Homeward Bound

Gallimaufry - Shifting Spaces

by Eleanor Whitwell

Eleanor Whitwell.

In a little over a month, I will be going back to New Zealand. I've been counting down the days since about April last year. One might infer from this that I have not been enjoying myself here in Korea and can't wait to get home. The first is a lie, the second a truth. This is the longest I have ever been away from home, far surpassing the two months spent in Europe eight years ago.

I feel like I've experienced every aspect of Korean life. I've been here a full circle of seasons and have survived every sort of extreme weather this country can throw at me. I sweated through the hot and humid summer, and I shivered through the cold and snowy winter. I have seen rice planted, grown, harvested and dried. I have swum in the warm ocean (at a beach which only a few months previously had ice on it), been slathered in mud, visited exquisite limestone caves. I have been to the third-largest city in the world, visited the final frontier between extreme communism and democracy, and seen the excavated tombs of long-dead kings.

I have lived through nine months of school lunches, many of them seemingly inedible (one should never have to ask "Is this a brain?" at lunchtime) and almost all of them so spicy I'm amazed I still have tastebuds. I've eaten more fish and rice in the past year than the in rest of my 23 years put together. I have suffered illnesses--serious, minor, chronic--and come out still alive and well.

Homesickness has hit hard sometimes, occasionally bad enough for me to decide to quit, sometimes simply making me want to cry for a few hours. I've had two fillings in my teeth and am about to get my first ever wisdom tooth extracted. I've gone from having short red hair to long blonde hair and back again. I learned that the worst time to decide to grow your hair out is during a Korean summer.

When I came here, I was a former office clerk with a one-year part-time teaching certificate. I will leave with a year of experience in teaching and lesson planning, and a love of teaching I never thought I would ever have. I have learned an incredible amount about a culture so completely different from my own. I learned just enough Korean to usually understand the answer to "How much is it?" and can read Korean script. I have made do for almost an entire year without many of the foods I consider staples, and am so skilled with the thin metal chopsticks that I can pick up slippery grape pips, even when said chopsticks are greasy.

I came here with my fiancé, and was worried that something might happen between us to cause a breakup and disaster, but our relationship has never been stronger. Some of the friends I made here will probably remain my friends for many years to come. We've all had the same problems, and have always been able to complain to each other whenever we ran into walls with the Korean bureaucracy. My co-teachers are a wonderful group of people, so incredibly helpful and friendly, and I will miss them when I go home.

While I was away, life back home went on without me. My friends had another baby. My father turned sixty and retired. My sister got a new job as a theatre nurse. Some of my friends moved away, to become doctors, singers, or simply to find a new life. There are so many things I have missed out on. I've missed my friends and family so much it hurt sometimes. I've struggled with teaching, with health, with life in general.

But in the end, I wouldn't have missed this experience for the world!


Problem description:
Copy the records below exactly, from the line containing "Describe the element" through the last line, and leave out every picture.
[[ Records shown open ]]
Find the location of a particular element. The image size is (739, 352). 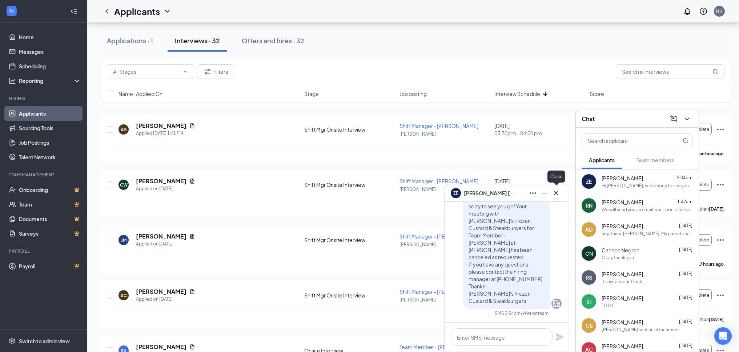

a: OnboardingCrown is located at coordinates (50, 190).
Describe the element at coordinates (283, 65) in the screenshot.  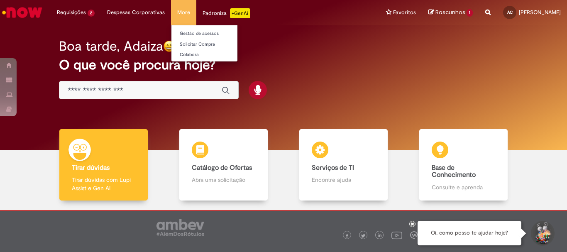
I see `h2: O que você procura hoje?` at that location.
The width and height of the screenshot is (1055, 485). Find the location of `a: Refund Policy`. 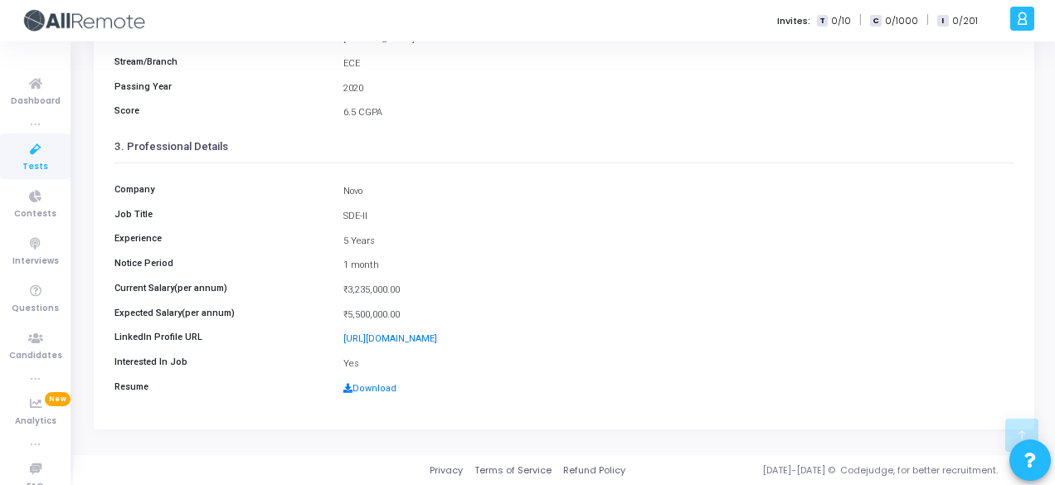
[[ Records shown closed ]]
Solved exercise:
Describe the element at coordinates (283, 65) in the screenshot.  
I see `h2: O que você procura hoje?` at that location.
The width and height of the screenshot is (1055, 485). Find the location of `a: Refund Policy`. 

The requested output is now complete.